Tuesday, December 4, 2007

Well, that's interesting....

Years ago, when I was in college, my work-study job was in the theater technical department. This was where I found out life skills like how to splice tape, run and dress cable, and how to solder three-pin connectors. In short, skills that are mostly useless now, but ones I'm still glad to have.

The theater's Technical Director was a man named Bob Bovard, who had what could only be described as a very dry sense of humor. When something really went very wrong, Bob would stand amidst the wreckage and say, with apparent relish, "Now that's an interesting problem."

Here's a piece of news, that, to put it mildly, is an interesting problem: some banks in the United Kingdom are asking customers to stop borrowing money.
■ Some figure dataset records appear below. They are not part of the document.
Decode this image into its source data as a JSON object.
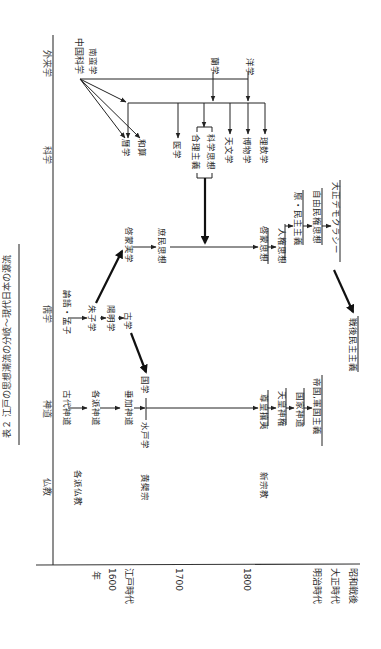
{
  "title": "表２ 江戸の思想潮流の分岐～現代日本の源流",
  "orientation": "rotated 90° clockwise (text reads top-to-bottom)",
  "row_headers": {
    "foreign": "外来学",
    "science": "科学",
    "confucian": "儒学",
    "shinto": "神道",
    "buddhism": "仏教"
  },
  "time_axis": {
    "unit": "年",
    "ticks": [
      "1600",
      "1700",
      "1800"
    ],
    "periods": [
      "江戸時代",
      "明治時代",
      "大正時代",
      "昭和戦後"
    ]
  },
  "nodes": {
    "chugoku_kagaku": "中国科学",
    "nanban_gaku": "南蛮学",
    "rangaku": "蘭学",
    "yogaku": "洋学",
    "rekigaku": "暦学",
    "wasan": "和算",
    "igaku": "医学",
    "gouri_shugi": "合理主義",
    "kagaku_shiso": "科学思想",
    "tenmongaku": "天文学",
    "hakubutsugaku": "博物学",
    "risugaku": "理数学",
    "keimo_jitsugaku": "啓蒙実学",
    "shomin_shiso": "庶民思想",
    "keimo_shiso": "啓蒙思想",
    "jinken_shiso": "人権思想",
    "gen_minshu_shugi": "原・民主主義",
    "jiyu_minken_shiso": "自由民権思想",
    "taisho_democracy": "大正デモクラシー",
    "rongo_moshi": "論語・孟子",
    "shushigaku": "朱子学",
    "yomeigaku": "陽明学",
    "kogaku": "古学",
    "sengo_minshu_shugi": "戦後民主主義",
    "kodai_shinto": "古代神道",
    "kakuha_shinto": "各派神道",
    "suika_shinto": "垂加神道",
    "kokugaku": "国学",
    "mitogaku": "水戸学",
    "sonno_joi": "尊皇攘夷",
    "tenno_shinken": "天皇神権",
    "kokka_shinto": "国家神道",
    "teikoku_gunkoku_shugi": "帝国,軍国主義",
    "kakuha_bukkyo": "各派仏教",
    "obakushu": "黄檗宗",
    "shin_shukyo": "新宗教"
  },
  "edges": [
    [
      "中国科学",
      "暦学"
    ],
    [
      "中国科学",
      "和算"
    ],
    [
      "中国科学",
      "科学分配線"
    ],
    [
      "蘭学",
      "科学分配線"
    ],
    [
      "洋学",
      "科学分配線"
    ],
    [
      "科学分配線",
      "暦学"
    ],
    [
      "科学分配線",
      "医学"
    ],
    [
      "科学分配線",
      "合理主義・科学思想"
    ],
    [
      "科学分配線",
      "天文学"
    ],
    [
      "科学分配線",
      "博物学"
    ],
    [
      "科学分配線",
      "理数学"
    ],
    [
      "合理主義・科学思想",
      "庶民思想ライン"
    ],
    [
      "朱子学",
      "啓蒙実学"
    ],
    [
      "啓蒙実学",
      "庶民思想"
    ],
    [
      "庶民思想",
      "啓蒙思想"
    ],
    [
      "啓蒙思想",
      "人権思想"
    ],
    [
      "人権思想",
      "原・民主主義"
    ],
    [
      "原・民主主義",
      "自由民権思想"
    ],
    [
      "自由民権思想",
      "大正デモクラシー"
    ],
    [
      "大正デモクラシー",
      "戦後民主主義"
    ],
    [
      "論語・孟子",
      "朱子学"
    ],
    [
      "朱子学",
      "陽明学"
    ],
    [
      "陽明学",
      "古学"
    ],
    [
      "古学",
      "国学"
    ],
    [
      "古代神道",
      "各派神道"
    ],
    [
      "各派神道",
      "垂加神道"
    ],
    [
      "垂加神道",
      "水戸学"
    ],
    [
      "水戸学",
      "尊皇攘夷"
    ],
    [
      "尊皇攘夷",
      "天皇神権"
    ],
    [
      "天皇神権",
      "国家神道"
    ],
    [
      "国家神道",
      "帝国,軍国主義"
    ]
  ]
}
In other words, these banks can't execute their core business for another four weeks. Granted, these are special customers and specific loans, but even so -- imagine calling your customers and saying "please don't work with me for four weeks."

So how did the subprime meltdown get this bad? If you can get past the funky formatting, Richard Martin, a Canadian management consultant, has this very good write-up on how a herd mentality developed. Essentially people were loaning money based on assets that didn't exist, and then packaging those loans and selling them to each other. Now, no one knows exactly how much is in the bag they're holding.

What does this mean for you? One, don't overestimate the degree to which the sky may be falling. But secondly, do make sure the loans you're in now are the loans you can be in for a 3-5 year window.